Note: While setting up card-web01 in we had to restart the apache2 service , but here we did not do this and our website is up and running. This is because in the card-web01 server we have started this and the AMI which we created using card-web01 server already had those configurations set up.
CLUSTERING WEB SERVERS USING ELB
Now we can see that we have two web servers set up , but to access them we have to access via their separate end points. So now we are going to set up a cluster using ELB.
Go to Load Balancer section -> select Application Load Balancer.
For this we need Target Group.
Target group is a group of instances or we can say that it is used in load balancer so that request can be routed to one or more registered instances.
Go to Load Balancing section -> Target Groups -> Create Target group.
I have named my target group as card-web-tg.
We can see that our target group has been crated successfully. Now, next is to select the instances that we want to group in the target group.
Registering instances to target group
For that go to targets tab -> Click on Edit -> select the instances.
And click on Add to Registered. Please note that the port mentioned here is the BACKEND PORT, this is the port no of the services running on the web servers and we are running apache service which runs on port 80.
So now click on Add to registered and then hit save.
As we are now done with setting up the target group, so let’s now created Application Load Balancer.
Creating Application Load Balancer
For Application Load Balancer (only for HTTP and HTTPS traffic), we are going to set up front end port and the backend target group. So, it is going to route the request to that particular target group.
Now, go to Load Balancing section -> Load Balancers -> Create Load Balancer -> Create Application Load Balancer.
A Few Points to Note here
- Name is what we are going to see in the URL, when hitting the load balancer.
- We are going to use internet facing load balancer as it is going to receive the HTTP requests.
- We have to select minimum 2 availability zones.

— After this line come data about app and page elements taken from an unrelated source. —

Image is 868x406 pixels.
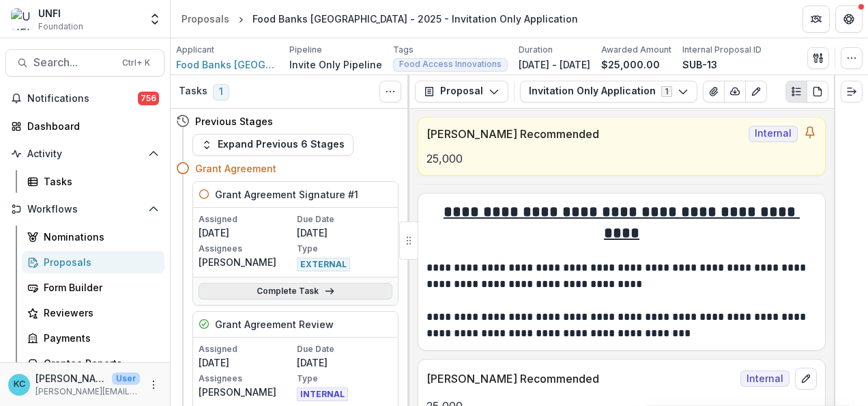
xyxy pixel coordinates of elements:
[192,134,354,156] button: Expand Previous 6 Stages
[601,57,660,72] p: $25,000.00
[745,81,767,102] button: Edit as form
[138,92,159,105] span: 756
[44,305,153,319] div: Reviewers
[426,126,743,142] p: [PERSON_NAME] Recommended
[682,44,761,56] p: Internal Proposal ID
[22,352,164,374] a: Grantee Reports
[36,371,107,385] p: [PERSON_NAME]
[297,213,392,225] p: Due Date
[252,12,578,26] div: Food Banks [GEOGRAPHIC_DATA] - 2025 - Invitation Only Application
[297,355,392,370] p: [DATE]
[748,126,798,142] span: Internal
[289,44,322,56] p: Pipeline
[22,170,164,193] a: Tasks
[145,376,162,393] button: More
[785,81,807,102] button: Plaintext view
[176,9,583,29] nav: breadcrumb
[807,81,828,102] button: PDF view
[198,372,294,385] p: Assignees
[215,187,358,202] h5: Grant Agreement Signature #1
[297,343,392,355] p: Due Date
[195,162,276,176] h4: Grant Agreement
[145,5,164,33] button: Open entity switcher
[198,225,294,240] p: [DATE]
[841,81,862,102] button: Expand right
[198,385,294,399] p: [PERSON_NAME]
[11,8,33,30] img: UNFI
[297,242,392,255] p: Type
[33,56,114,69] span: Search...
[13,380,25,389] div: Kristine Creveling
[215,317,334,331] h5: Grant Agreement Review
[22,250,164,273] a: Proposals
[22,327,164,349] a: Payments
[112,372,140,385] p: User
[44,174,153,188] div: Tasks
[297,387,348,401] span: INTERNAL
[289,57,382,72] p: Invite Only Pipeline
[795,367,817,390] button: edit
[22,276,164,299] a: Form Builder
[176,9,235,29] a: Proposals
[5,87,164,110] button: Notifications756
[198,255,294,269] p: [PERSON_NAME]
[198,213,294,225] p: Assigned
[5,198,164,220] button: Open Workflows
[740,370,790,387] span: Internal
[38,21,83,33] span: Foundation
[44,330,153,345] div: Payments
[198,242,294,255] p: Assignees
[802,5,830,33] button: Partners
[27,119,153,133] div: Dashboard
[703,81,724,102] button: View Attached Files
[519,57,591,72] p: [DATE] - [DATE]
[22,225,164,248] a: Nominations
[5,143,164,164] button: Open Activity
[380,81,401,102] button: Toggle View Cancelled Tasks
[179,85,207,97] h3: Tasks
[417,117,826,176] a: [PERSON_NAME] RecommendedInternal25,000
[297,372,392,385] p: Type
[5,49,164,76] button: Search...
[297,258,350,271] span: EXTERNAL
[44,356,153,370] div: Grantee Reports
[5,115,164,137] a: Dashboard
[181,12,229,26] div: Proposals
[426,150,817,167] p: 25,000
[519,44,553,56] p: Duration
[38,6,83,21] div: UNFI
[415,81,508,102] button: Proposal
[27,148,143,160] span: Activity
[22,302,164,324] a: Reviewers
[520,81,697,102] button: Invitation Only Application1
[44,255,153,269] div: Proposals
[682,57,717,72] p: SUB-13
[399,59,502,69] span: Food Access Innovations
[198,283,392,299] a: Complete Task
[27,93,138,104] span: Notifications
[426,370,735,387] p: [PERSON_NAME] Recommended
[195,114,273,128] h4: Previous Stages
[213,84,229,101] span: 1
[601,44,671,56] p: Awarded Amount
[835,5,862,33] button: Get Help
[176,44,215,56] p: Applicant
[176,57,278,72] a: Food Banks [GEOGRAPHIC_DATA]
[44,280,153,294] div: Form Builder
[119,56,153,70] div: Ctrl + K
[198,355,294,370] p: [DATE]
[393,44,414,56] p: Tags
[198,343,294,355] p: Assigned
[36,385,140,398] p: [PERSON_NAME][EMAIL_ADDRESS][PERSON_NAME][DOMAIN_NAME]
[297,225,392,240] p: [DATE]
[27,204,143,215] span: Workflows
[44,230,153,244] div: Nominations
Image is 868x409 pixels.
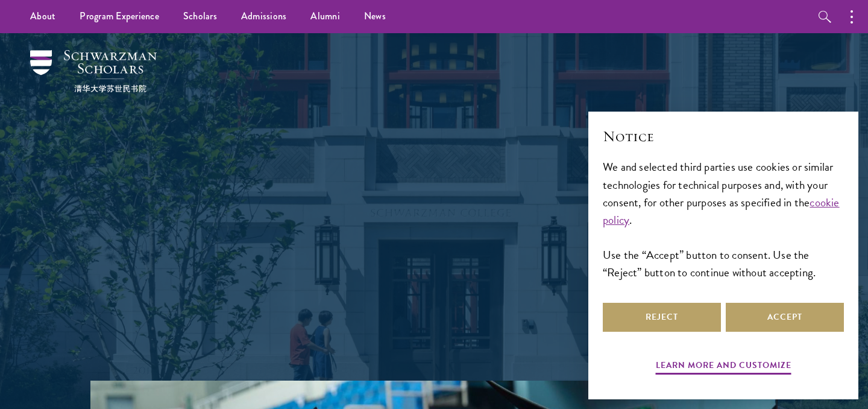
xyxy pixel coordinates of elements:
[603,126,844,147] h2: Notice
[726,303,844,332] button: Accept
[30,50,157,93] img: Schwarzman Scholars
[656,358,791,376] button: Learn more and customize
[603,303,721,332] button: Reject
[603,194,840,229] a: cookie policy
[603,158,844,281] div: We and selected third parties use cookies or similar technologies for technical purposes and, wit...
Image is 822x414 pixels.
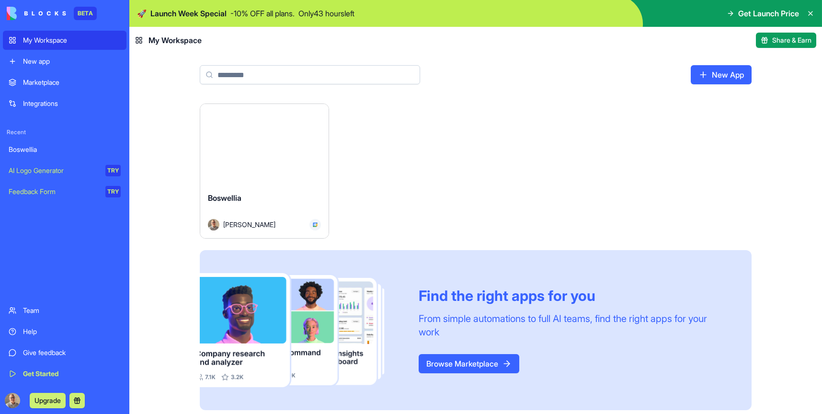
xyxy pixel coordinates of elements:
[150,8,227,19] span: Launch Week Special
[3,140,127,159] a: Boswellia
[23,57,121,66] div: New app
[3,182,127,201] a: Feedback FormTRY
[200,104,329,239] a: BoswelliaAvatar[PERSON_NAME]
[74,7,97,20] div: BETA
[773,35,812,45] span: Share & Earn
[23,99,121,108] div: Integrations
[105,186,121,197] div: TRY
[419,354,520,373] a: Browse Marketplace
[3,343,127,362] a: Give feedback
[5,393,20,408] img: ACg8ocKhIOvP3Dai43lPoQ--uwbfU5W65mQovfOgov0T769kkTPAzLx9aw=s96-c
[23,369,121,379] div: Get Started
[223,219,276,230] span: [PERSON_NAME]
[3,52,127,71] a: New app
[23,306,121,315] div: Team
[419,287,729,304] div: Find the right apps for you
[30,395,66,405] a: Upgrade
[149,35,202,46] span: My Workspace
[756,33,817,48] button: Share & Earn
[9,166,99,175] div: AI Logo Generator
[3,94,127,113] a: Integrations
[299,8,355,19] p: Only 43 hours left
[9,145,121,154] div: Boswellia
[23,327,121,336] div: Help
[208,219,219,231] img: Avatar
[3,73,127,92] a: Marketplace
[3,322,127,341] a: Help
[312,222,318,228] img: GCal_x6vdih.svg
[3,161,127,180] a: AI Logo GeneratorTRY
[23,78,121,87] div: Marketplace
[200,273,404,388] img: Frame_181_egmpey.png
[7,7,97,20] a: BETA
[739,8,799,19] span: Get Launch Price
[231,8,295,19] p: - 10 % OFF all plans.
[3,128,127,136] span: Recent
[9,187,99,196] div: Feedback Form
[3,301,127,320] a: Team
[7,7,66,20] img: logo
[105,165,121,176] div: TRY
[419,312,729,339] div: From simple automations to full AI teams, find the right apps for your work
[3,31,127,50] a: My Workspace
[23,348,121,358] div: Give feedback
[137,8,147,19] span: 🚀
[208,193,242,203] span: Boswellia
[30,393,66,408] button: Upgrade
[691,65,752,84] a: New App
[3,364,127,383] a: Get Started
[23,35,121,45] div: My Workspace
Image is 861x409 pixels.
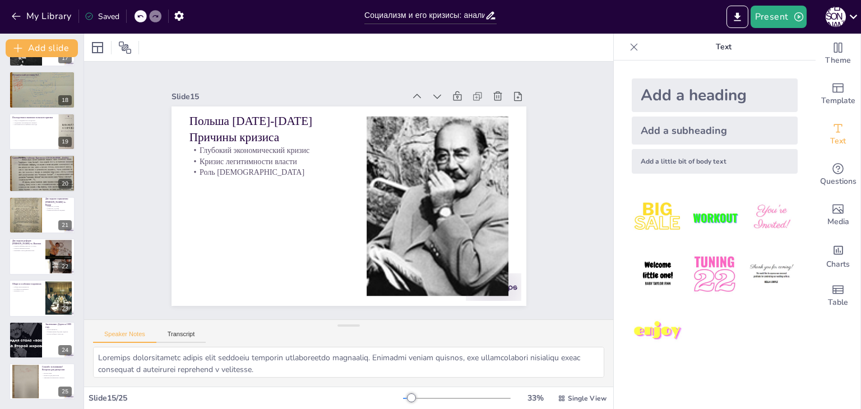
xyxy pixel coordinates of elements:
[632,306,684,358] img: 7.jpeg
[58,220,72,230] div: 21
[45,329,72,331] p: Итоги кризисов
[93,331,156,343] button: Speaker Notes
[9,113,75,150] div: 19
[202,81,365,147] p: Польша [DATE]-[DATE] Причины кризиса
[45,333,72,335] p: Путь к победе в 1989 году
[830,135,846,147] span: Text
[9,322,75,359] div: 24
[58,387,72,397] div: 25
[58,53,72,63] div: 17
[9,197,75,234] div: 21
[751,6,807,28] button: Present
[12,247,42,250] p: Модель реформ Валенсы
[689,248,741,301] img: 5.jpeg
[816,74,861,114] div: Add ready made slides
[12,250,42,252] p: Причины успеха давления снизу
[45,209,72,211] p: Жизнеспособность моделей
[746,192,798,244] img: 3.jpeg
[12,288,42,290] p: Особенности кризисов
[826,7,846,27] div: А [PERSON_NAME]
[828,297,848,309] span: Table
[42,366,72,372] p: Спасибо за внимание! Вопросы для дискуссии
[89,39,107,57] div: Layout
[200,113,358,156] p: Глубокий экономический кризис
[12,124,56,126] p: «Круглый стол» и выборы 1989 года
[12,163,72,165] p: Итоги кризисов
[816,235,861,276] div: Add charts and graphs
[825,54,851,67] span: Theme
[89,393,403,404] div: Slide 15 / 25
[826,6,846,28] button: А [PERSON_NAME]
[12,77,72,80] p: Чувства Валенсы
[42,373,72,375] p: Итоги урока
[9,238,75,275] div: 22
[197,123,356,167] p: Кризис легитимности власти
[12,161,72,163] p: Годы и страны
[12,76,72,78] p: Описание ареста [PERSON_NAME]
[42,375,72,377] p: Вопросы для дискуссии
[364,7,485,24] input: Insert title
[45,323,72,329] p: Заключение: Дорога к 1989 году
[58,262,72,272] div: 22
[6,39,78,57] button: Add slide
[93,347,604,378] textarea: Loremips dolorsitametc adipis elit seddoeiu temporin utlaboreetdo magnaaliq. Enimadmi veniam quis...
[632,78,798,112] div: Add a heading
[816,34,861,74] div: Change the overall theme
[156,331,206,343] button: Transcript
[826,258,850,271] span: Charts
[9,363,75,400] div: 25
[58,304,72,314] div: 23
[193,57,424,116] div: Slide 15
[195,135,354,178] p: Роль [DEMOGRAPHIC_DATA]
[12,283,42,286] p: Общее и особенное в кризисах
[118,41,132,54] span: Position
[828,216,849,228] span: Media
[45,205,72,207] p: [PERSON_NAME]
[821,95,856,107] span: Template
[85,11,119,22] div: Saved
[12,116,56,119] p: Последствия и значение польского кризиса
[816,155,861,195] div: Get real-time input from your audience
[9,280,75,317] div: 23
[12,239,42,246] p: Две модели реформ: [PERSON_NAME] vs. Валенса
[816,276,861,316] div: Add a table
[820,176,857,188] span: Questions
[9,155,75,192] div: 20
[632,117,798,145] div: Add a subheading
[12,80,72,82] p: Интерпретация действий власти
[643,34,805,61] p: Text
[45,207,72,210] p: [PERSON_NAME]
[58,179,72,189] div: 20
[12,119,56,122] p: Уход «Солидарности» в подполье
[12,73,72,76] p: Исторический источник №3
[9,71,75,108] div: 18
[12,287,42,289] p: Общие черты кризисов
[522,393,549,404] div: 33 %
[816,195,861,235] div: Add images, graphics, shapes or video
[12,122,56,124] p: Ухудшение экономического кризиса
[8,7,76,25] button: My Library
[58,345,72,355] div: 24
[568,394,607,403] span: Single View
[816,114,861,155] div: Add text boxes
[42,377,72,379] p: Значение исторического анализа
[727,6,749,28] button: Export to PowerPoint
[45,197,72,207] p: Две модели социализма: [PERSON_NAME] vs. Кадар
[632,248,684,301] img: 4.jpeg
[58,137,72,147] div: 19
[12,156,72,160] p: Сравнительная таблица: Кризисы в [GEOGRAPHIC_DATA]
[689,192,741,244] img: 2.jpeg
[632,192,684,244] img: 1.jpeg
[746,248,798,301] img: 6.jpeg
[12,159,72,161] p: Сравнительная таблица
[58,95,72,105] div: 18
[45,331,72,333] p: Формирование будущих лидеров
[12,246,42,248] p: Модель реформ [PERSON_NAME]
[12,290,42,293] p: Влияние СССР
[632,149,798,174] div: Add a little bit of body text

Next, we will continue with the default options and will create a new security group for the load balancer too.
Creating security group for the load balancer
Setting up routing for the load balancer
For this we will select the existing target group, which we just created.
So, review all configurations in the end and hit Create.
We can see now that our load balancer is active. AWS ELB works on a round robin algorithm.
Load balancer actually distributes your traffic 50%-50% and that’s how the load is balanced.
Now what if web01 is down?
In this case load balancer is only going to send requests to web02. So, it is going to send request to only live servers, but how is load balancer deciding which instance is up or which is not?
So, the health of the instances is checked by the target group and load balancer is not actually responsible for checking the health. We can edit the health check setting of the target group as well.
Checking status of instances in Target Group
We can see that it is showing both instances as unhealthy, even when I can individually access the instances and they are up and running.
This is happening because of the security group of our web servers’ card-web01 and card-web02.
Configuring security group of web servers
Now we need to allow the security group of load balancer in the inbound rule for port 80 of the security group of web servers i.e. card-web-sg.
This means that now our web servers can receive requests on port 80 from the load balancer and load balancer will receive HTTP requests from the user on port 80.
Now, we can see that the health of our web servers is healthy now.
Accessing Load Balancer via URL
As the health of both our instances is good, so now I will simply copy the DNS name of the ELB and will see if it works. card-web-elb-1006025513.us-west-1.elb.amazonaws.com
I would say this is among the best article I’ve read.
You nailed it from beginning to end. To write this you may have worked for research.